Viñals told a news conference in the Japanese capital that it was up to Spain to decide whether to ask the ESM for assistance, a move that would trigger bond purchases by the ECB. He said the announcement of the bond-purchasing program had helped narrow the risk premium of financially stressed countries such as Spain and Italy, although he insisted that investors would not take favorably to countries that refrain from asking for help when they need it, or if a bailout was denied to a country that required one.

An IMF report presented by Viñals in Tokyo warned that Spain’s risk premium could hit 750 basis points if the European authorities failed to take appropriate decisions in time. Spain’s risk premium eased x basis points on Wednesday to close at 4xxx. It had reached levels of well over 600 basis points prior to ECB President Mario Draghi’s pledge to do everything possible to save the euro. The ECB later unveiled a new bond-purchasing program for countries that seek help from the ESM.

The government of Prime Minister Mariano Rajoy has insisted on having the details of the conditions that would be attached to seek assistance from ESM before making up its mind on the road he wants to take. However, there appears to be some division within the Eurogroup about extending yet another bailout.

German Finance Minister Wolfgang Schäuble has said that Spain does not need another bailout other than the one it has been granted to recapitalize its banks.

The IMF praised the new ECB bond-purchasing program, which it said had corrected the defects of the previous one. However, it also said it could see political risks and risks in executing it.
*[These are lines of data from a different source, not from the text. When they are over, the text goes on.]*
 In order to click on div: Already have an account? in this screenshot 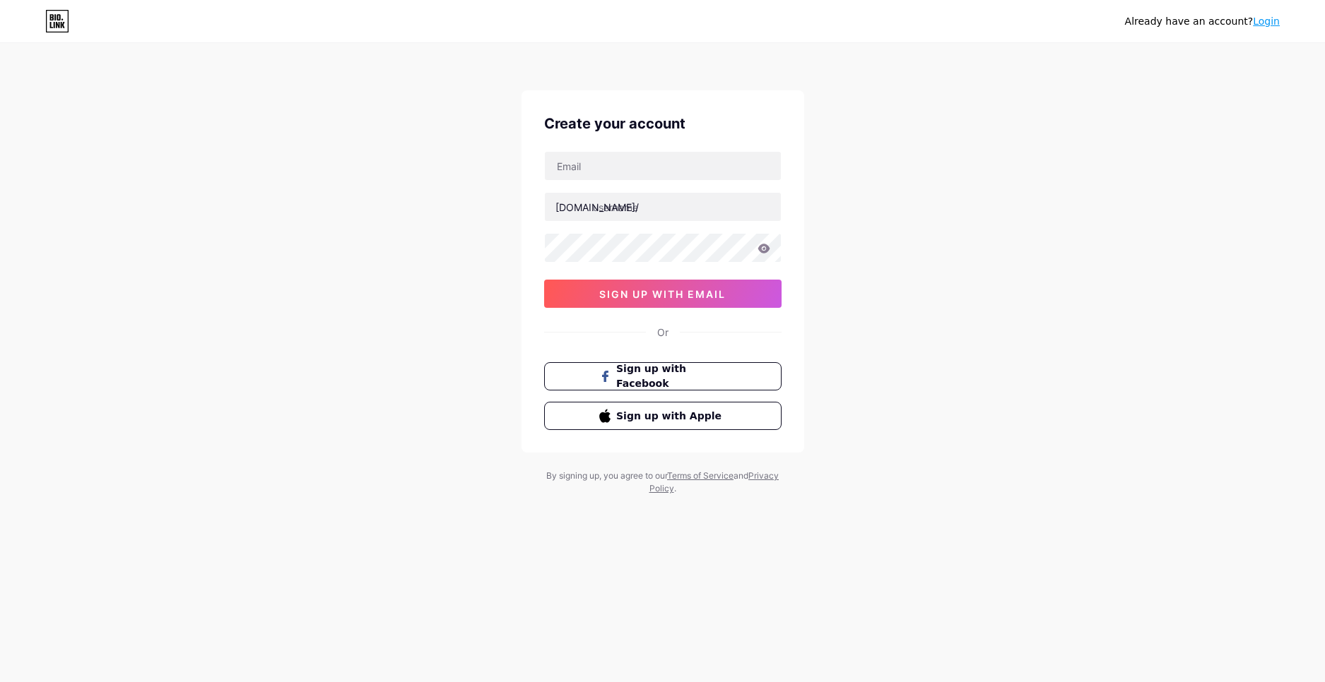, I will do `click(1202, 21)`.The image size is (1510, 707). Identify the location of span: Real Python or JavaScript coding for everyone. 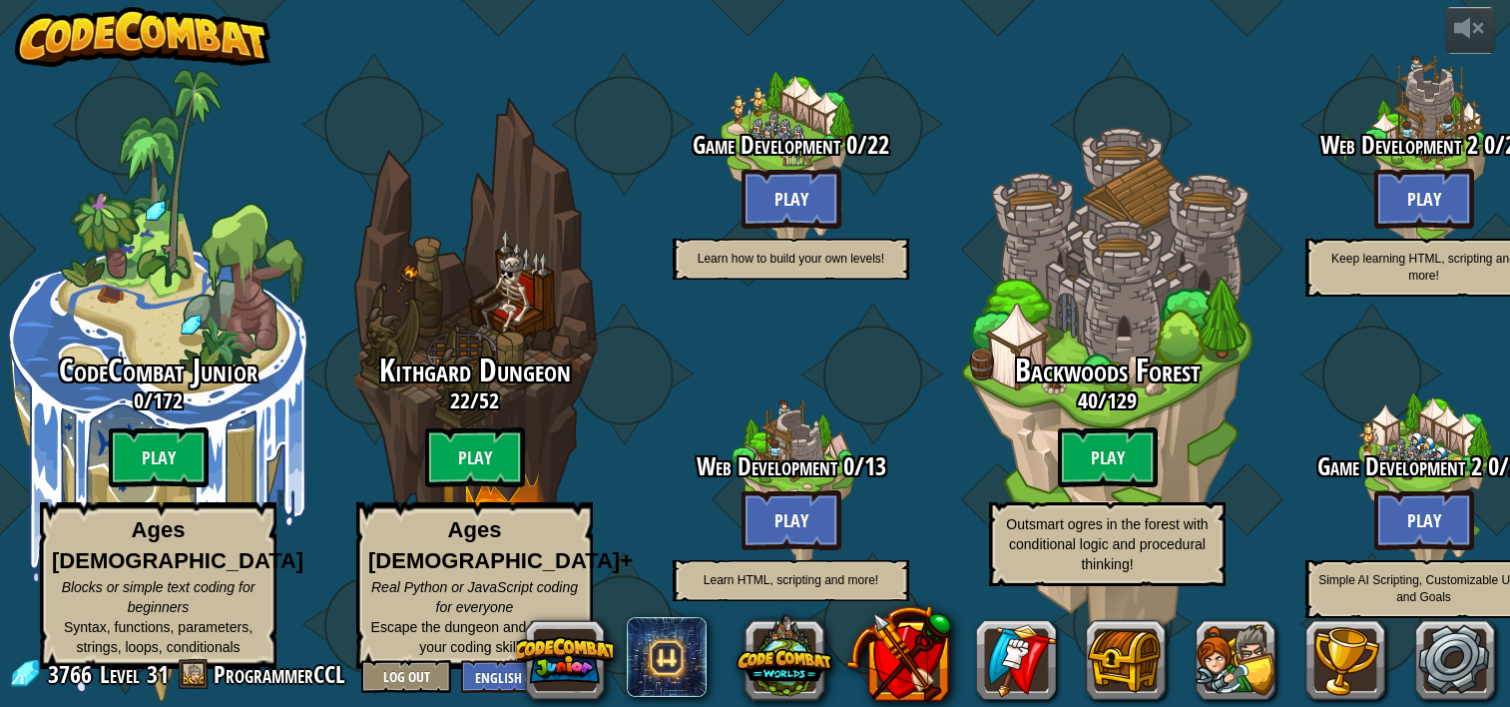
(474, 597).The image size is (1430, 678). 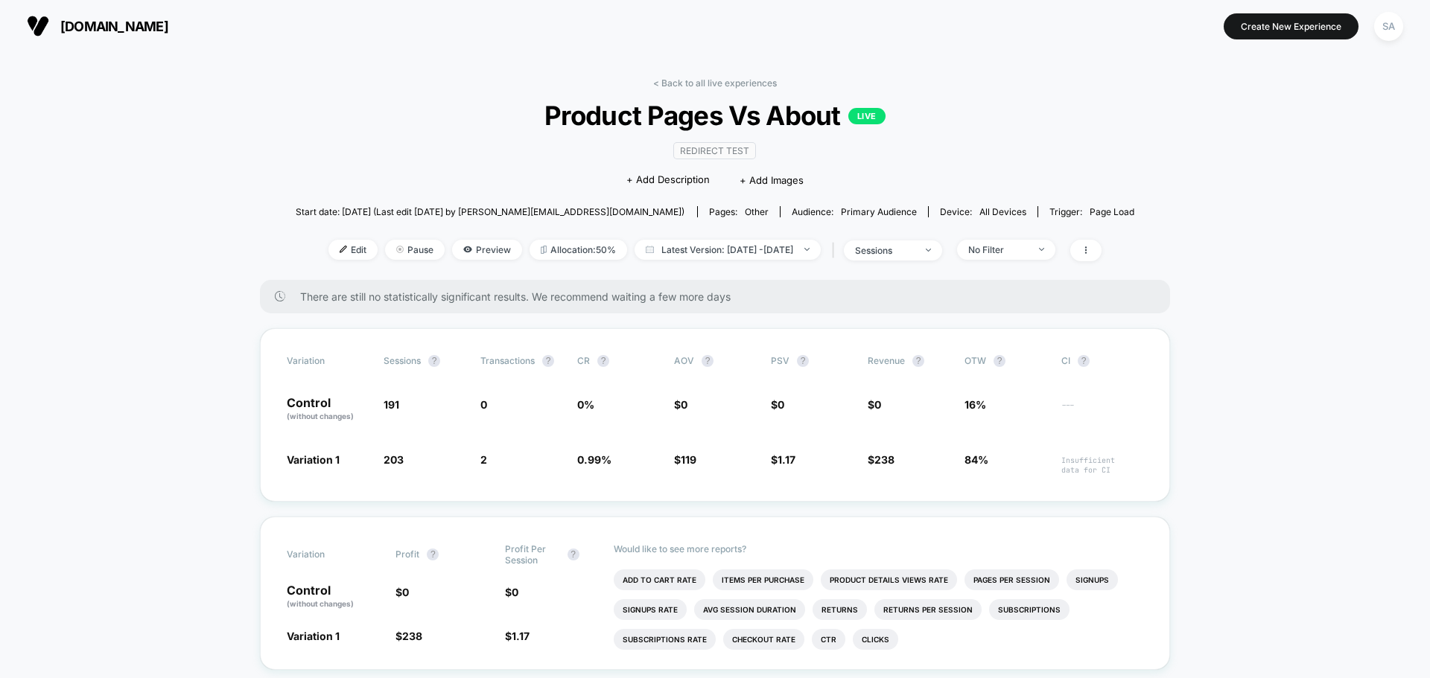 I want to click on div: Trigger:, so click(x=1092, y=212).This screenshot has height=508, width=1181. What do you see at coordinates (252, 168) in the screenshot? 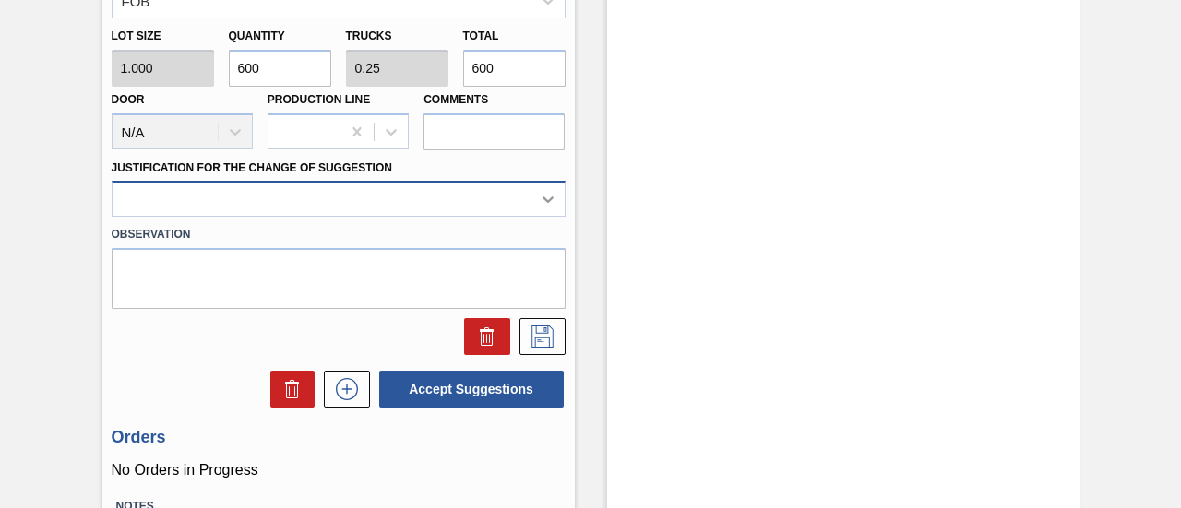
I see `label: Justification for the Change of Suggestion` at bounding box center [252, 168].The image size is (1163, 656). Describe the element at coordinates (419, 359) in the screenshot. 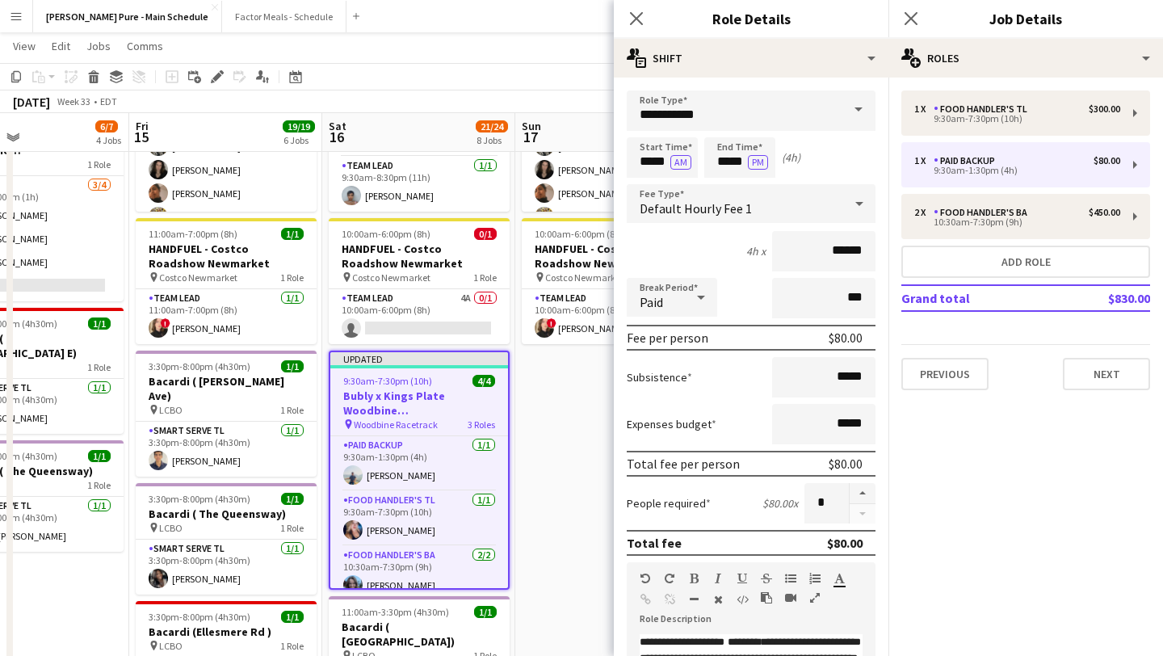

Bundesbank President Jens Weidmann is strongly opposed to the program.

The IMF’s Global Financial Stability Report said the bond-purchasing program “does not give categorical assurance that debt stability would be restored.”

Viñals noted a level of fragmentation in the financial markets, as clearly evidenced by the division between core and peripheral countries in the euro zone, such as Spain and Italy. This has raised their borrowing costs and sparked large outflows of capital. The IMF official said it was his “firm belief” that this process of fragmentation could be reversed.